Chernihiv residents protest against apartment raiding: police cover up “black” realtors

On July 25, 2012, a protest action by Chernihiv residents who were victims of apartment raiding took place outside the walls of the Chernihiv city police department, demanding that law enforcement agencies effectively investigate fraudulent transactions and corruption cases, as a result of which citizens are deprived of their own homes and thrown out onto the street. Including with the help of people “in uniform”.

People with banners demanded punishment for the perpetrators, and were also outraged by the inaction of police officers, who are also involved in illegal real estate transactions. The action was co-organized by the Chernihiv Public Committee for the Protection of Human Rights.



Human rights activist Volodymyr Opryshko comments on the situation:

“Today, in Ukraine, in particular in Odessa, Mykolaiv, Donetsk, and recently in Chernihiv, there is a situation where gangs of “black realtors”, using gaps in the legislation, seize private property.
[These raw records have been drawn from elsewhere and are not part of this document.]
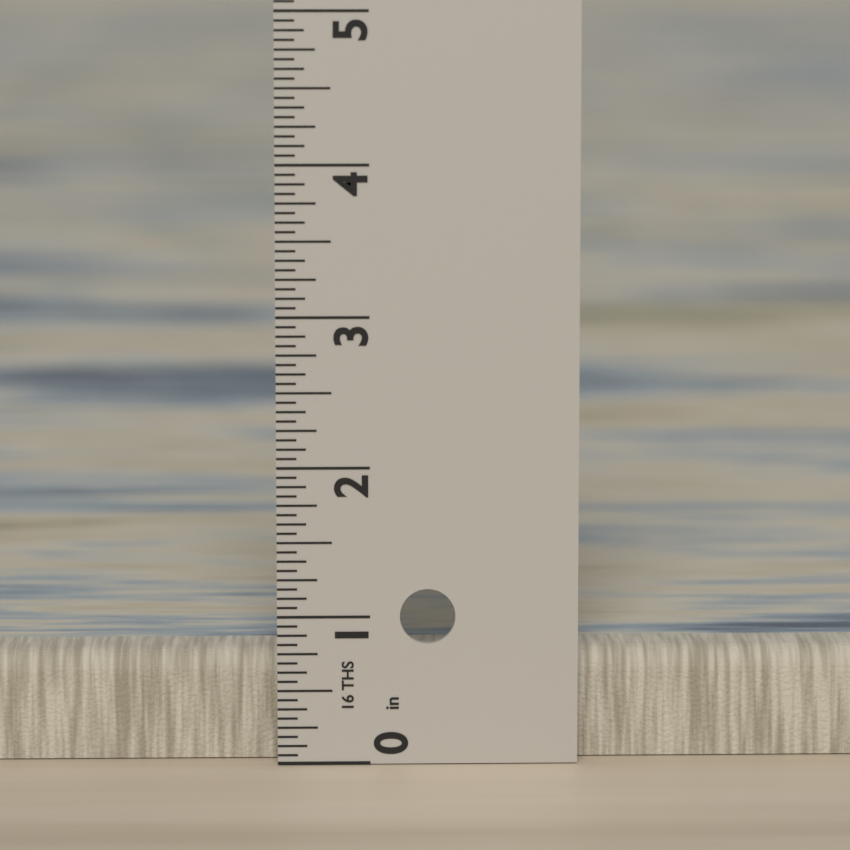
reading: 0.7500 in
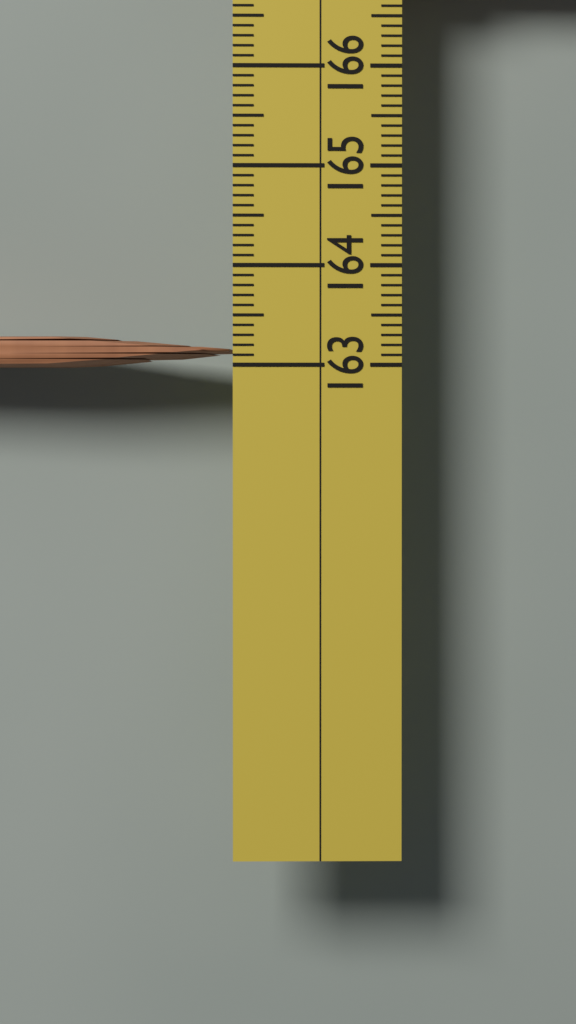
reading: 163.3 (no unit)
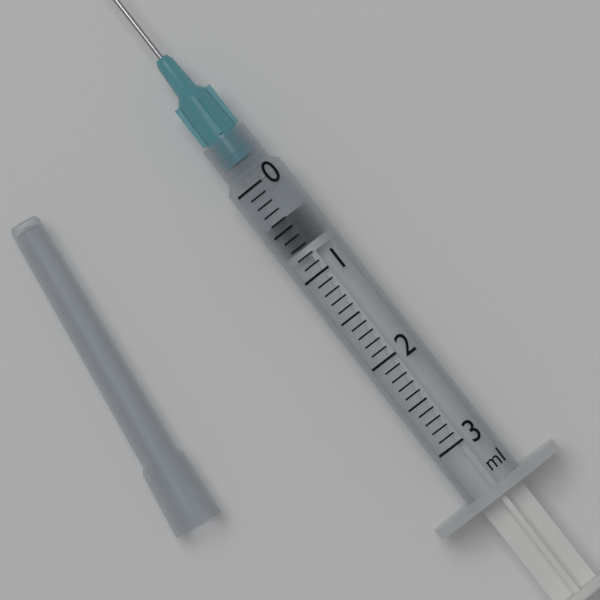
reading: 0.4 ml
The following scheme is most often used: when, for example, 13 apartments are bought at auction for debts, which are mainly unpaid bank loans, through the court. Of course, at an understated price, the assessment is made by the state enforcement service, for several thousand hryvnias – the real price reaches about 10-15 thousand.

Then, using psychological pressure – self-replacing locks, settling homeless people, etc., they force the owners to move to apartments with a much smaller area, or to some suburban settlements.

They also use other schemes, when, playing on a person’s weaknesses – such as drug addiction, alcoholism, giving them a drink or giving them some poison, they force them to sign documents and these sick people are left homeless.

Often, these stories end in conflicts, or even death.

The problem is that the State Executive Service and law enforcement agencies have shifted the solution to the problem of debt collection from those who owe on loans to “black” realtors. Today, two or three “black” groups operate in Chernihiv. For example, one of them, a certain Maksymenko, owns about 200 real estate properties. Someone is “protecting” him, providing him with funds.

How to solve this issue? It is necessary to initiate changes in the legislation, because law enforcement officers cannot even use the Criminal Code, because there is no mention of this phenomenon.



The head of one of the serious Chernihiv real estate companies shared his vision of the problem:

“The work of such “realtors” threatens those Chernihiv residents who buy and sell apartments. Usually people themselves are to blame for the fact that misfortune happens to them. Trying to reduce expenses, they turn to some acquaintances who know something, somewhere. An unknown person comes, promises to help, he solves the issue, but with maximum benefit for himself, and as a result you remain the loser.

“Black” realtors are a kind of “sanitary workers of the city”. Let me give you an example, the apartment turned out to be divided into two parts, one of them belongs to a student boy, the other to an athlete who is trying to evict the student from the apartment. The intellectual offers to sell the apartment for 30 thousand dollars, and divide the money in half to stop the conflict, the kickboxer refuses. So the student has no choice but to turn to the “black” realtors, they bought his share for 5 thousand, and instead of him they moved in two girls with a “white ticket”. In the end, the athlete will be forced to move out of the apartment, because constant screaming and fighting do not add to his health.

Also, those who want to sell an apartment very often suffer because of their gullibility. The “blacks” come to them, presenting themselves as members of some committee, a public organization for protection against banking arbitrariness. Having gained the trust of their future victims, they receive original documents from them and independently sell the apartment.

As for the police, very often people, out of habit, see hope and protection in law enforcement officers, trust them, and provide documents. Some law enforcement officers use this for profit, trying in alliance with “black realtors” to seize real estate of socially vulnerable segments of the population and sell it profitably.

Or another example, any precinct officer has a database that lists potentially “problematic” residents of the district – drug addicts, drunkards, unemployed, seriously ill, single grandmothers. And then anyone who needs such a database can buy it for 300 dollars.

Forecasting the development of the situation on the real estate market, it can be argued that without changes in legislation and the activities of the state enforcement service, there is no reason to hope for improvement in the near future.